As this issue of The Interim went to press, news came in of the Canadian Medical Association’s annual meeting, where a discussion on euthanasia took place and a new survey on doctors’ attitudes to the practice was released.  To pro-life eyes, perhaps the most shocking result of the survey was the way in which the media distorted survey findings.  Our report of this, unfortunately, must wait until our next issue.

There is no doubt that euthanasia has become the hottest moral issue on the public agenda.  We are currently awaiting the decision by the Supreme Court of Canada on the Sue Rodriguez case, and opinion poll after poll seems to show overwhelming public support for legalizing euthanasia.

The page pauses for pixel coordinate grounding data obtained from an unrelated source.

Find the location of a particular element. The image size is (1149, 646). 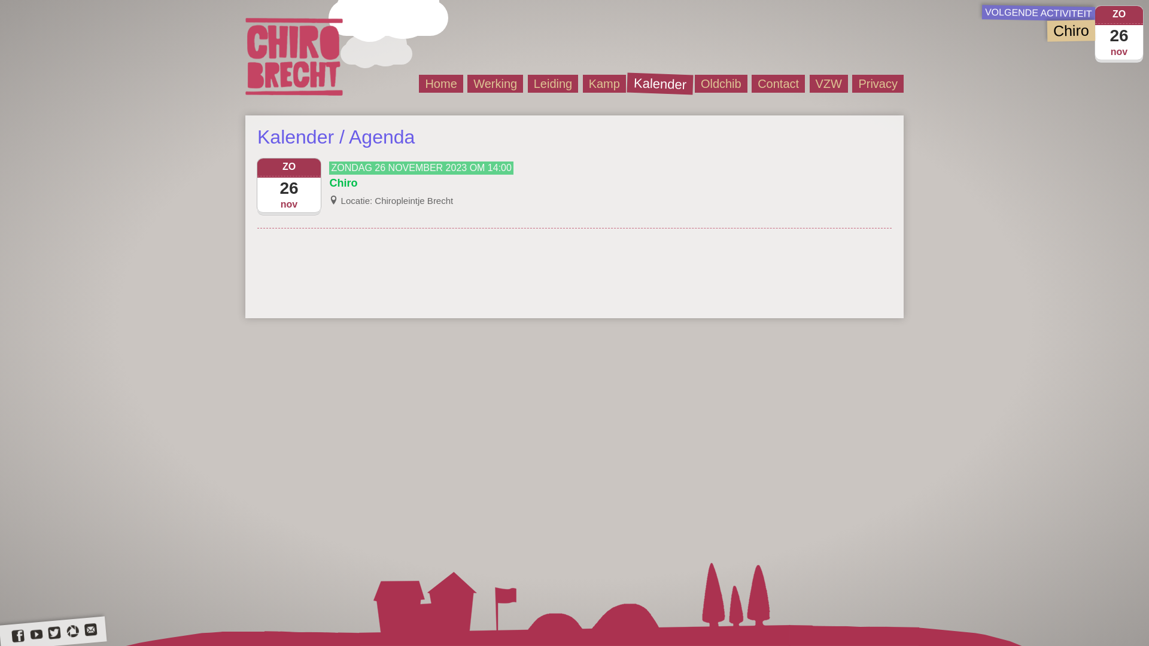

Chiro Brecht op Facebook is located at coordinates (17, 637).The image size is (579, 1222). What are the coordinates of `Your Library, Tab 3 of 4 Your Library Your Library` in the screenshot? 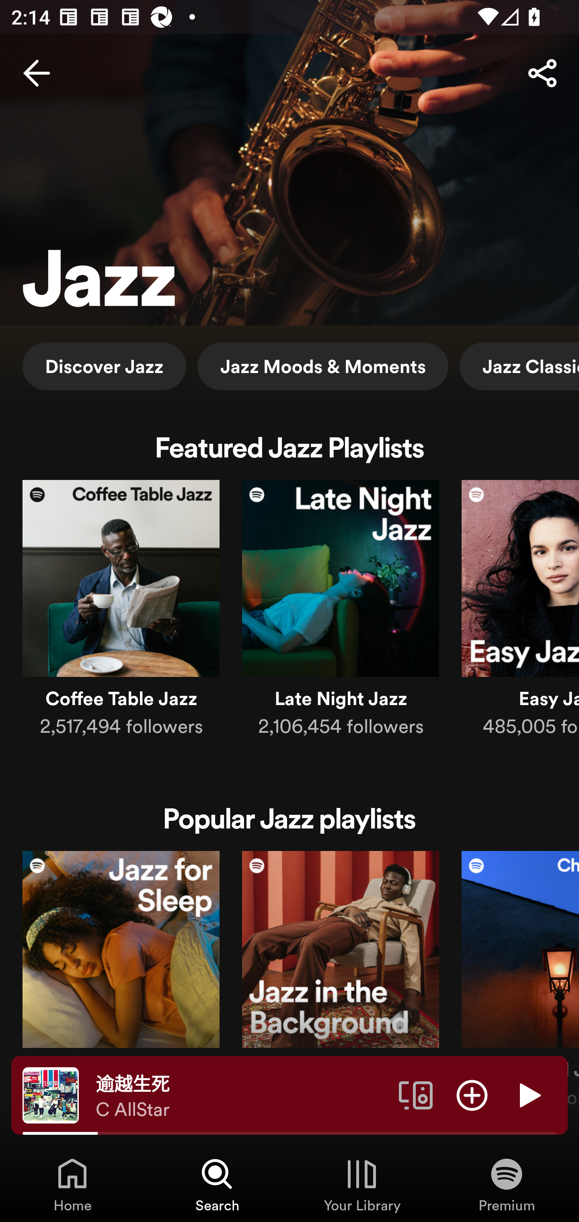 It's located at (362, 1184).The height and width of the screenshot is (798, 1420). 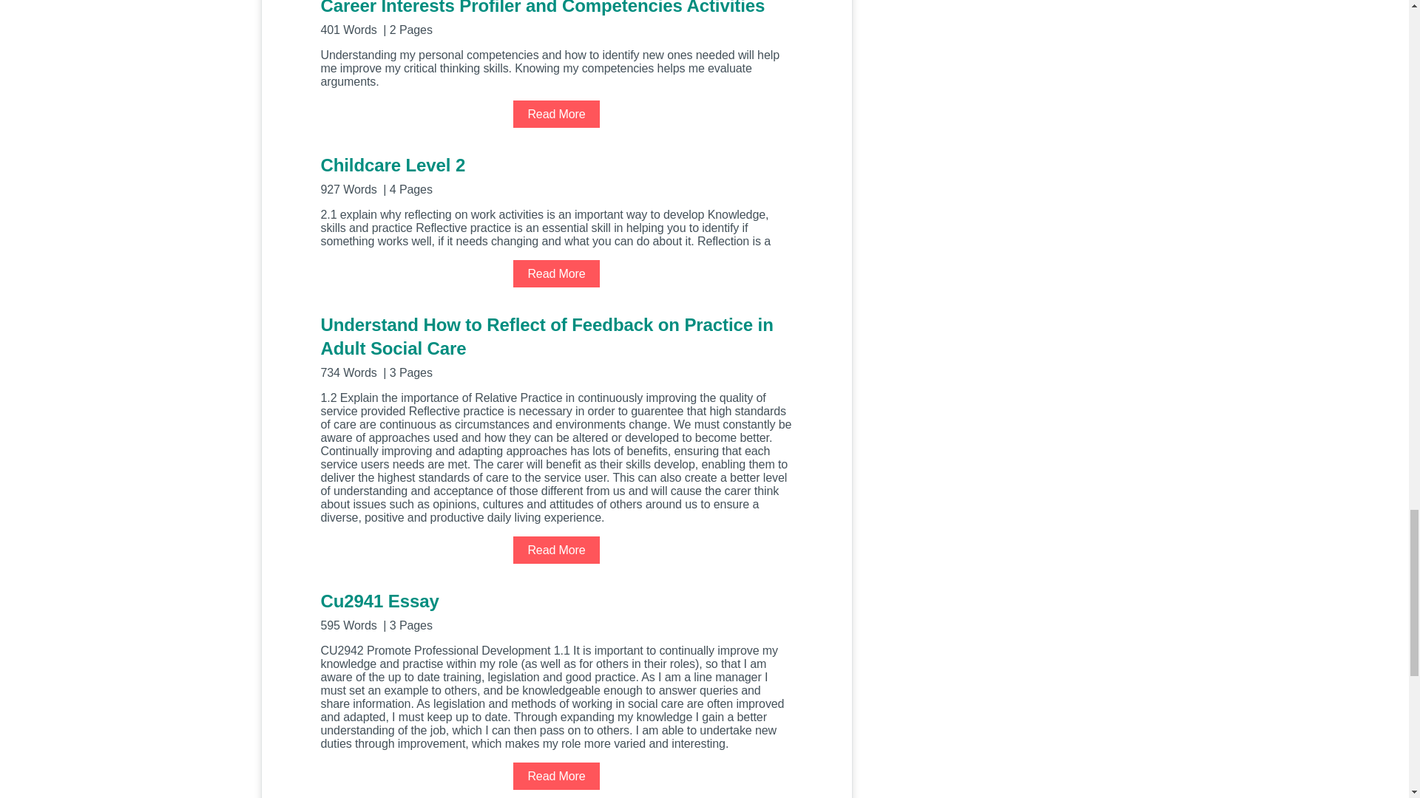 I want to click on Childcare Level 2, so click(x=556, y=174).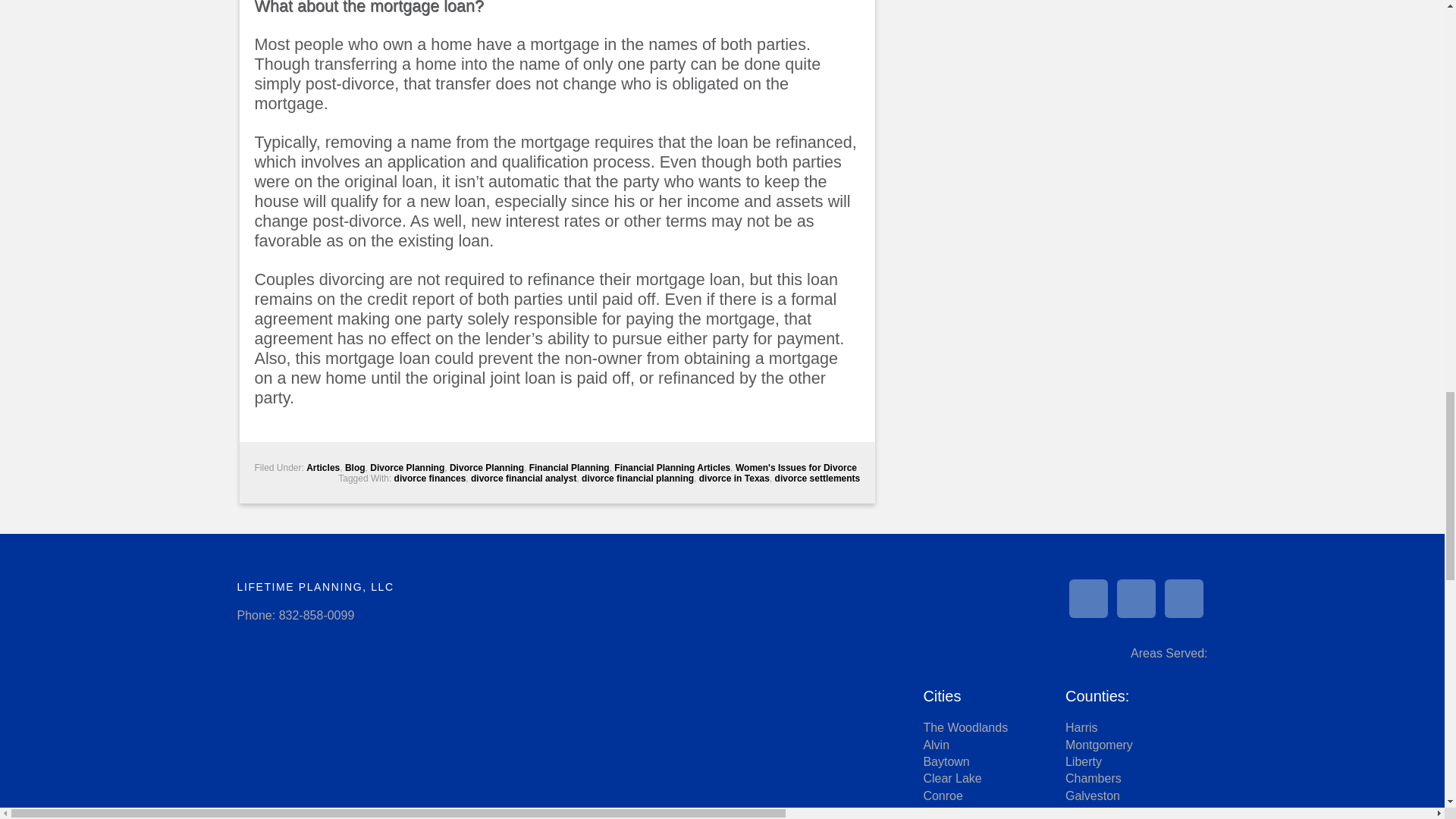 This screenshot has height=819, width=1456. Describe the element at coordinates (355, 468) in the screenshot. I see `Blog` at that location.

Whet the opinion polls show – and, to some extent, the views of some physicians – is that most people, even those who should know better, understand very little about the issue.

It is vital that pro-lifers begin to dispel the confusion surrounding euthanasia.  We must begin to speak up at every opportunity: in letters to the editor of the daily newspapers; on radio phone-in shows; and so on.  The message we have to get across is simple: euthanasia is not showing compassion for the frail and terminally ill; it is killing them.  Physician-assisted suicide is not merely a medical convenience for those whose disabilities prevent them taking their own lives; it is allowing doctors to kill their patients.

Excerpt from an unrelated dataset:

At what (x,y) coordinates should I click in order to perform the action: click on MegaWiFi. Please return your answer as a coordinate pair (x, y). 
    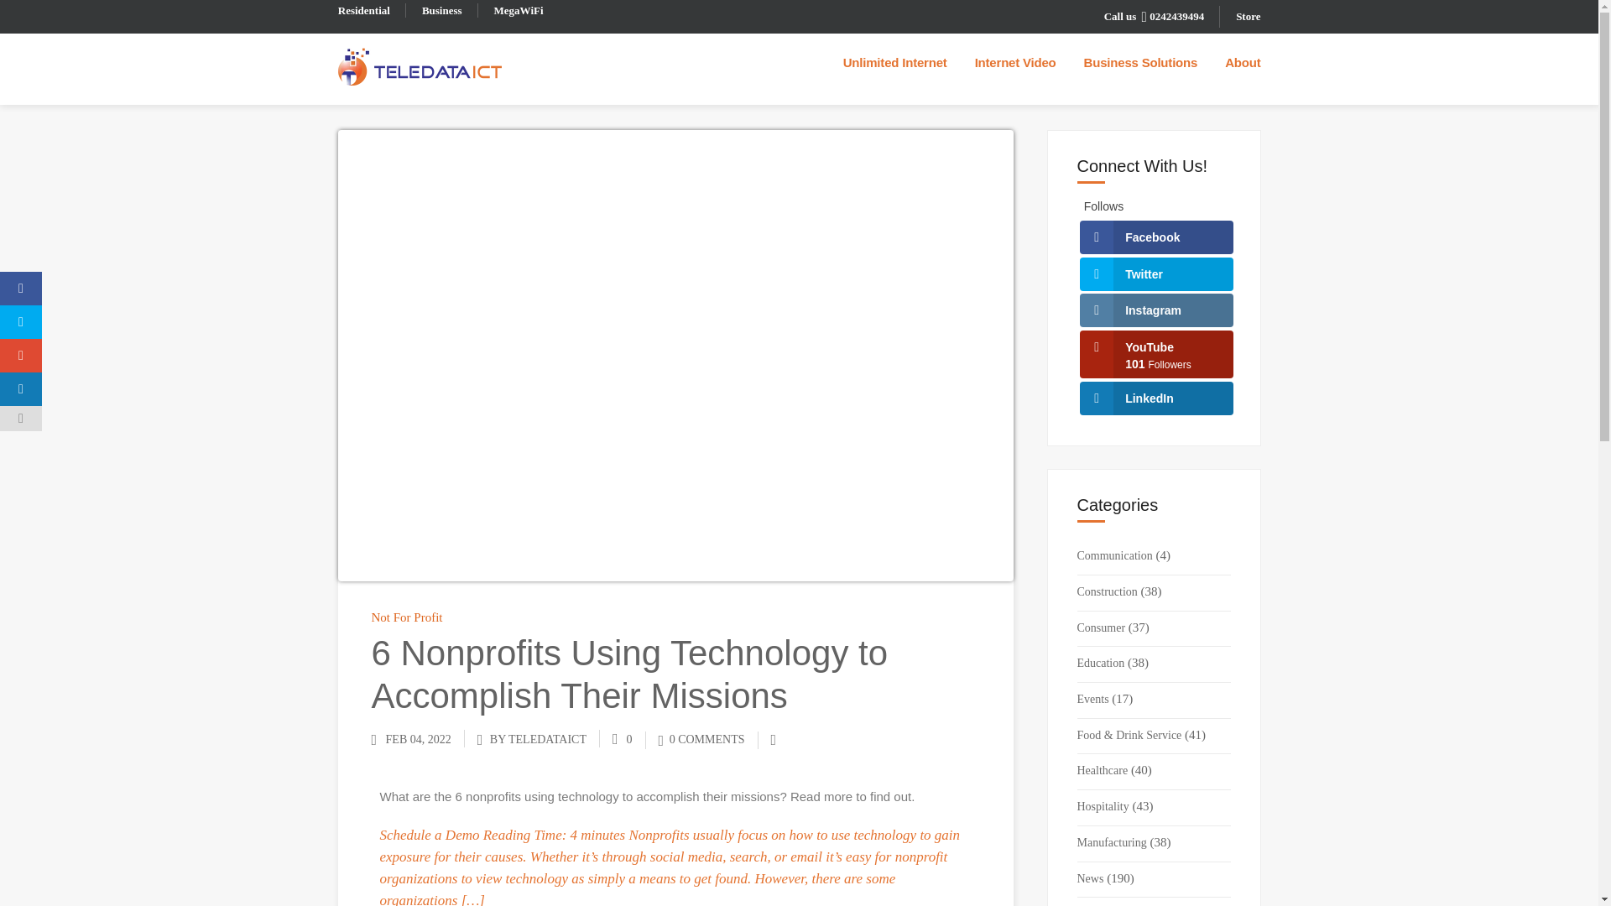
    Looking at the image, I should click on (519, 10).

Withholding or withdrawing treatment is not necessarily euthanasia.  If the treatment is no longer of benefit to the patient, or if implementing new treatment will not cure the patient, it is ethically responsible to stop or withhold it.  However, it is not ethically acceptable to remove treatment if the motive is to hasten death.

We must make it clear that assisted nutrition and hydration, in cases such as Shirley Dirk’s, is not treatment.  (See story in this issue).  It is basic, compassionate nursing care.  Removal of such care means death by starvation: a painful, drawn-out death.  (Stopping nutrition during the last stages of the dying process can be ethical when the body can no longer absorb nutrients, and continuing the care would be causing discomfort to the patient.  This part of the dying process, however, does not take 10 days or more.)

The situation should never have arisen where terminally ill people like Sue Rodriguez even consider euthanasia.  Severely injured people like Shirley Dirk, and disabled children, should not be starved to death.  Calling such abuse “compassionate” of “natural” may appease some consciences, but it will never make it right.